INFORMATION SHOWN:
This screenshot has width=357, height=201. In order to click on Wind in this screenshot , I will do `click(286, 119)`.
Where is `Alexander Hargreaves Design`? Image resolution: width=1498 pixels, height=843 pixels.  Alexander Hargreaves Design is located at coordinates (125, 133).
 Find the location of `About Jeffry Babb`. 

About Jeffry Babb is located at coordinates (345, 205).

---

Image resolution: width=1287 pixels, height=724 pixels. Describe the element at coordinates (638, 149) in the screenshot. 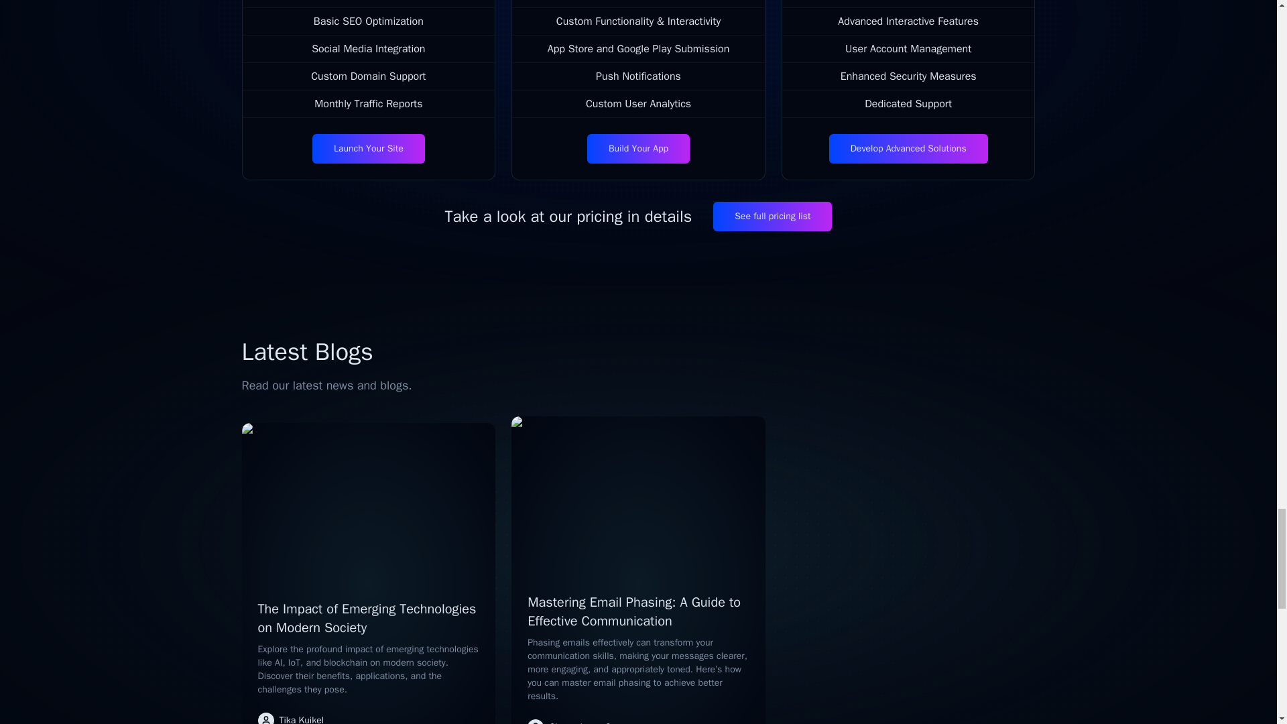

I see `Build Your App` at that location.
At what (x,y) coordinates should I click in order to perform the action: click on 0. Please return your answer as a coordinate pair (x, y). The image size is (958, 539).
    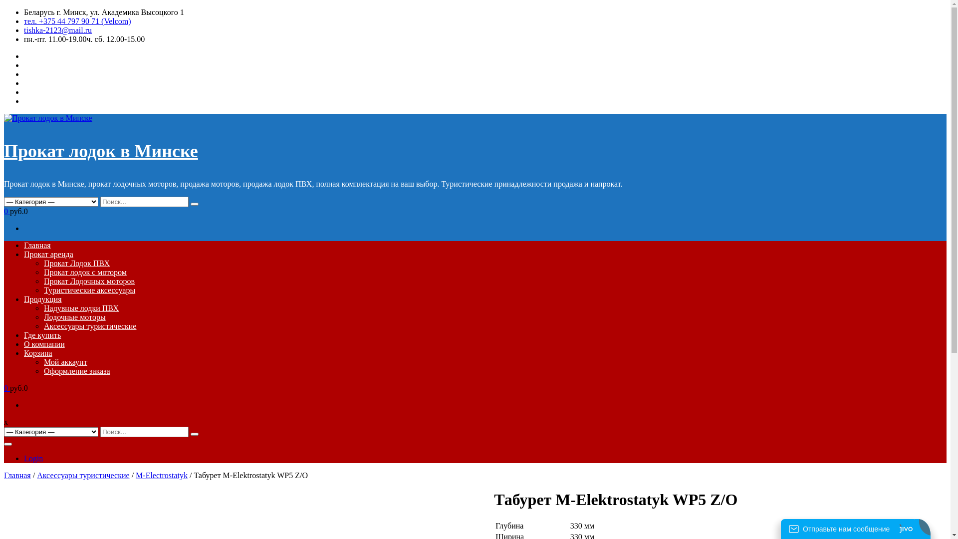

TASK DETAILS:
Above are the records; copy exactly the lines from the one with "Image resolution: width=1287" through the one with "At what (x,y)", including both, and nothing more. Leave out pictures.

WRITTEN ANSWER:
Image resolution: width=1287 pixels, height=724 pixels. Describe the element at coordinates (638, 149) in the screenshot. 

I see `Build Your App` at that location.
At what (x,y) coordinates should I click in order to perform the action: click on 0. Please return your answer as a coordinate pair (x, y). The image size is (958, 539).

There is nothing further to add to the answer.